[short_answer] Using any three examples from different parts of ancient India, explain how traditional societies managed water resources effectively long before modern engineering.
Generated by claude-sonnet-4-6 · 2026-06-26 13:31 · grounding rag
Model Answer
Ancient Indians managed water resources through ingenious local methods:
- Sringaverapura (1st century B.C.) near Allahabad had a sophisticated water harvesting system that channelled floodwater of the Ganga for storage and use.
- Khadins and Johads in Rajasthan — agricultural fields were converted into rain-fed storage structures; in arid Rajasthan, underground tankas stored rooftop rainwater for drinking.
- Guls/Kuls of the Western Himalayas — diversion channels were built in hilly regions to redirect stream water for irrigation of agricultural fields.
These examples show that ancient societies understood local rainfall, soil conditions, and geography, designing effective water systems without modern engineering.
Source: Water Resources, Chapter 3
---
Explanation
- The examiner expects three distinct examples from different regions — that is the core demand. Pick examples from geographically separate areas (plains, arid zone, hills).
- Name the place/system clearly, then give one specific detail (what it did / how it worked).
- A brief concluding line showing the "so what" (local ecological knowledge) helps but keep it to one sentence.
- Avoid listing more than three; depth over breadth for 3 marks.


## EXERCISE BRIEF
Show all lines below holding the string "Husband".

## STORED DATA
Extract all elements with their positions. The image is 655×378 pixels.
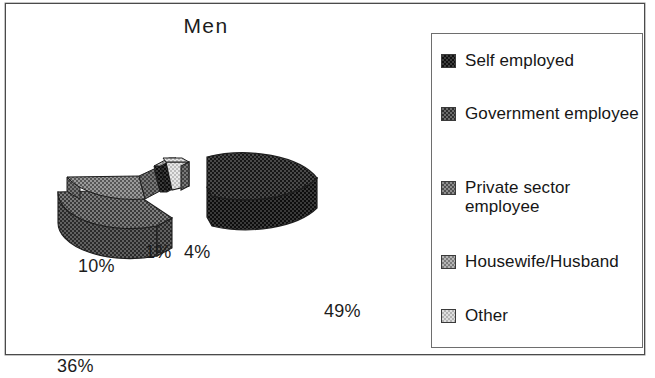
data-label-private-sector: 10% xyxy=(78,256,115,277)
data-label-self-employed: 49% xyxy=(324,301,361,322)
legend-item-housewife[interactable]: Housewife/Husband xyxy=(441,252,619,271)
chart-title: Men xyxy=(6,14,406,38)
data-label-government: 36% xyxy=(57,356,94,377)
legend-swatch-self-employed-icon xyxy=(441,54,456,68)
data-label-other: 4% xyxy=(184,242,210,263)
data-label-housewife: 1% xyxy=(145,242,171,263)
legend-swatch-private-sector-icon xyxy=(441,181,456,195)
pie-plot-region: 4% 1% 10% 36% 49% xyxy=(6,114,406,294)
pie-chart: Men xyxy=(6,4,644,354)
legend-label-government: Government employee xyxy=(465,104,639,123)
legend-swatch-government-icon xyxy=(441,107,456,121)
chart-page-frame: Men xyxy=(5,3,645,355)
legend-item-self-employed[interactable]: Self employed xyxy=(441,51,574,70)
legend-swatch-housewife-icon xyxy=(441,255,456,269)
legend-item-government[interactable]: Government employee xyxy=(441,104,639,123)
legend-swatch-other-icon xyxy=(441,309,456,323)
legend-label-other: Other xyxy=(465,306,508,325)
legend-label-private-sector: Private sector employee xyxy=(465,178,642,216)
legend-item-private-sector[interactable]: Private sector employee xyxy=(441,178,642,216)
pie-svg xyxy=(6,114,406,294)
chart-legend: Self employed Government employee Privat… xyxy=(431,33,643,348)
legend-item-other[interactable]: Other xyxy=(441,306,508,325)
legend-label-housewife: Housewife/Husband xyxy=(465,252,619,271)
pie-slice-self-employed xyxy=(207,153,317,230)
legend-label-self-employed: Self employed xyxy=(465,51,574,70)
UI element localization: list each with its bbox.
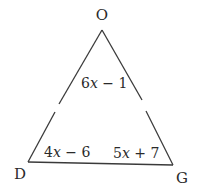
vertex-label-D: D	[14, 165, 26, 183]
side-DG	[28, 162, 173, 165]
side-OD-upper	[59, 30, 102, 104]
angle-label-D: 4x − 6	[44, 144, 90, 160]
vertex-label-G: G	[176, 169, 188, 187]
vertex-label-O: O	[96, 6, 108, 24]
angle-label-O: 6x − 1	[81, 75, 127, 91]
triangle-diagram: O D G 6x − 1 4x − 6 5x + 7	[0, 0, 199, 192]
angle-label-G: 5x + 7	[113, 145, 159, 161]
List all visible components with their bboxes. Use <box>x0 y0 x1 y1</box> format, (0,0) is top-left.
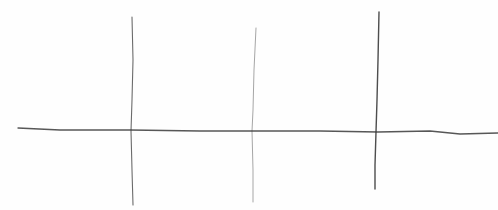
sketch-drawing <box>0 0 498 210</box>
sketch-canvas <box>0 0 498 210</box>
vertical-line-left <box>131 17 133 205</box>
vertical-line-right <box>375 12 379 189</box>
horizontal-line <box>18 128 498 134</box>
vertical-line-middle <box>252 28 256 202</box>
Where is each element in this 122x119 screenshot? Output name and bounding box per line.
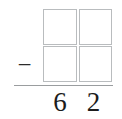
subtraction-worksheet: − 6 2 [0,0,122,119]
minus-operator-icon: − [16,55,33,75]
equation-horizontal-rule [14,85,113,86]
answer-box-top-right[interactable] [79,9,112,45]
answer-box-top-left[interactable] [43,9,77,45]
result-digit-ones: 2 [77,88,110,117]
result-digit-tens: 6 [43,88,77,117]
answer-box-bottom-left[interactable] [43,46,77,82]
result-digit-row: 6 2 [43,88,112,117]
answer-box-bottom-right[interactable] [79,46,112,82]
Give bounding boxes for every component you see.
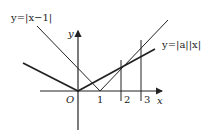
label-curve1: y=|x−1|	[10, 12, 52, 24]
label-y-axis: y	[67, 28, 74, 39]
label-curve2: y=|a||x|	[161, 39, 201, 51]
label-tick3: 3	[144, 94, 150, 105]
label-tick1: 1	[97, 94, 103, 105]
label-origin: O	[66, 94, 74, 105]
label-x-axis: x	[157, 95, 163, 106]
graph-canvas: y=|x−1| y=|a||x| y x O 1 2 3	[0, 0, 214, 137]
curve-abs-a-abs-x	[23, 49, 155, 91]
label-tick2: 2	[124, 94, 130, 105]
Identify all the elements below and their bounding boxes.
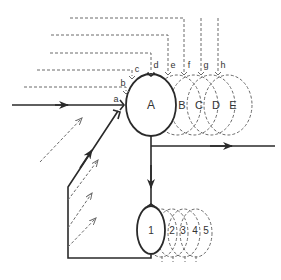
label-d: d bbox=[153, 60, 158, 70]
label-3: 3 bbox=[180, 225, 186, 236]
neural-network-diagram: A B C D E a b c d e f g h 1 2 3 4 5 bbox=[0, 0, 281, 280]
label-B: B bbox=[178, 99, 185, 111]
label-b: b bbox=[120, 78, 125, 88]
label-D: D bbox=[212, 99, 220, 111]
label-e: e bbox=[170, 60, 175, 70]
label-5: 5 bbox=[203, 225, 209, 236]
label-c: c bbox=[135, 64, 140, 74]
dashed-diagonal-inputs bbox=[40, 118, 98, 247]
label-1: 1 bbox=[148, 225, 154, 236]
label-a: a bbox=[113, 94, 118, 104]
label-f: f bbox=[188, 60, 191, 70]
label-g: g bbox=[203, 60, 208, 70]
label-E: E bbox=[229, 99, 236, 111]
label-4: 4 bbox=[192, 225, 198, 236]
label-C: C bbox=[195, 99, 203, 111]
label-2: 2 bbox=[169, 225, 175, 236]
label-A: A bbox=[147, 98, 155, 112]
label-h: h bbox=[220, 60, 225, 70]
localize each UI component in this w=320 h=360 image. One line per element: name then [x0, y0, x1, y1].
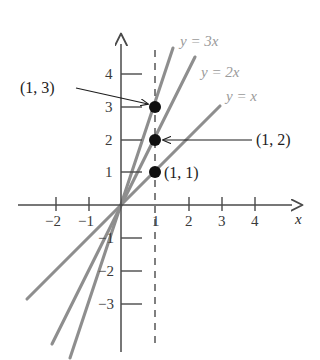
line-label-y-3x: y = 3x: [180, 34, 218, 49]
point-1-1[interactable]: [149, 166, 161, 178]
y-tick-label--2: −2: [98, 264, 114, 279]
x-tick-label-4: 4: [251, 214, 259, 229]
point-label-1-2: (1, 2): [256, 132, 291, 148]
coordinate-plane-svg: [0, 0, 320, 360]
x-tick-label--2: −2: [45, 214, 61, 229]
x-tick-label-1: 1: [152, 214, 160, 229]
y-tick-label-3: 3: [105, 100, 113, 115]
y-tick-label-2: 2: [105, 133, 113, 148]
x-tick-label-3: 3: [218, 214, 226, 229]
y-tick-label-1: 1: [105, 165, 113, 180]
y-tick-label--3: −3: [98, 297, 114, 312]
point-label-1-3: (1, 3): [20, 80, 55, 96]
line-label-y-x: y = x: [226, 89, 257, 104]
line-label-y-2x: y = 2x: [201, 65, 239, 80]
graph-figure: y = 3x y = 2x y = x (1, 3) (1, 2) (1, 1)…: [0, 0, 320, 360]
x-axis-label: x: [295, 212, 302, 227]
x-tick-label-2: 2: [185, 214, 193, 229]
point-1-2[interactable]: [149, 134, 161, 146]
point-label-1-1: (1, 1): [164, 165, 199, 181]
y-tick-label-4: 4: [105, 67, 113, 82]
x-tick-label--1: −1: [78, 214, 94, 229]
point-1-3[interactable]: [149, 101, 161, 113]
y-tick-label--1: −1: [98, 231, 114, 246]
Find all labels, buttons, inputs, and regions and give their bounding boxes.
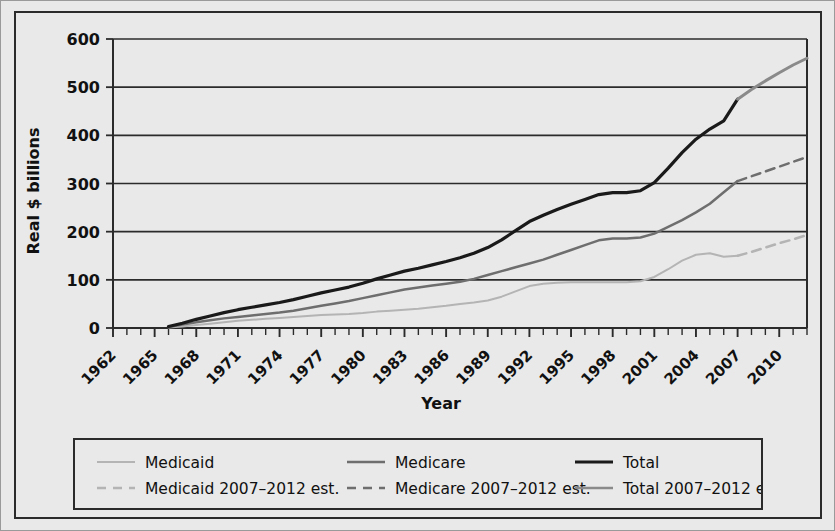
x-tick-label: 1962 xyxy=(78,346,120,388)
x-tick-label: 1971 xyxy=(202,346,244,388)
legend-label: Medicare xyxy=(395,454,466,472)
y-axis-title: Real $ billions xyxy=(24,127,43,254)
figure-container: 0100200300400500600 19621965196819711974… xyxy=(0,0,835,531)
y-tick-label: 200 xyxy=(67,223,100,242)
x-tick-label: 1989 xyxy=(452,346,494,388)
y-tick-label: 600 xyxy=(67,30,100,49)
series-line xyxy=(738,235,807,256)
x-axis-title: Year xyxy=(420,394,461,413)
x-tick-label: 1983 xyxy=(369,346,411,388)
x-tick-label: 1974 xyxy=(244,346,286,388)
legend-label: Medicare 2007–2012 est. xyxy=(395,480,591,498)
series-line xyxy=(738,58,807,99)
x-axis-ticks xyxy=(113,328,807,337)
x-tick-label: 2001 xyxy=(619,346,661,388)
y-tick-label: 0 xyxy=(89,319,100,338)
x-tick-label: 1995 xyxy=(536,346,578,388)
legend-label: Medicaid 2007–2012 est. xyxy=(145,480,339,498)
x-tick-label: 1992 xyxy=(494,346,536,388)
y-tick-label: 100 xyxy=(67,271,100,290)
gridlines xyxy=(113,39,807,280)
y-tick-label: 500 xyxy=(67,78,100,97)
series-line xyxy=(738,157,807,181)
x-tick-label: 1968 xyxy=(161,346,203,388)
x-tick-label: 2004 xyxy=(661,346,703,388)
x-tick-label: 2007 xyxy=(702,346,744,388)
x-tick-label: 1998 xyxy=(577,346,619,388)
y-tick-label: 400 xyxy=(67,126,100,145)
x-tick-label: 1980 xyxy=(327,346,369,388)
chart-legend: MedicaidMedicareTotalMedicaid 2007–2012 … xyxy=(73,438,763,510)
y-axis-ticks xyxy=(106,39,113,328)
legend-label: Medicaid xyxy=(145,454,214,472)
series-line xyxy=(169,99,738,326)
x-axis-tick-labels: 1962196519681971197419771980198319861989… xyxy=(78,346,786,388)
x-tick-label: 1986 xyxy=(411,346,453,388)
y-tick-label: 300 xyxy=(67,175,100,194)
legend-label: Total 2007–2012 est. xyxy=(622,480,761,498)
data-series xyxy=(169,58,807,327)
x-tick-label: 2010 xyxy=(744,346,786,388)
y-axis-tick-labels: 0100200300400500600 xyxy=(67,30,100,338)
legend-content: MedicaidMedicareTotalMedicaid 2007–2012 … xyxy=(75,440,761,508)
legend-label: Total xyxy=(622,454,659,472)
x-tick-label: 1977 xyxy=(286,346,328,388)
x-tick-label: 1965 xyxy=(119,346,161,388)
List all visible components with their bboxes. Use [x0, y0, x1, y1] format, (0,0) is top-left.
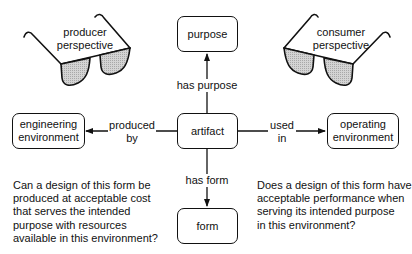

## SOLUTION TO THIS PROBLEM
legend-item-housewife[interactable]: Housewife/Husband xyxy=(441,252,619,271)
legend-label-housewife: Housewife/Husband xyxy=(465,252,619,271)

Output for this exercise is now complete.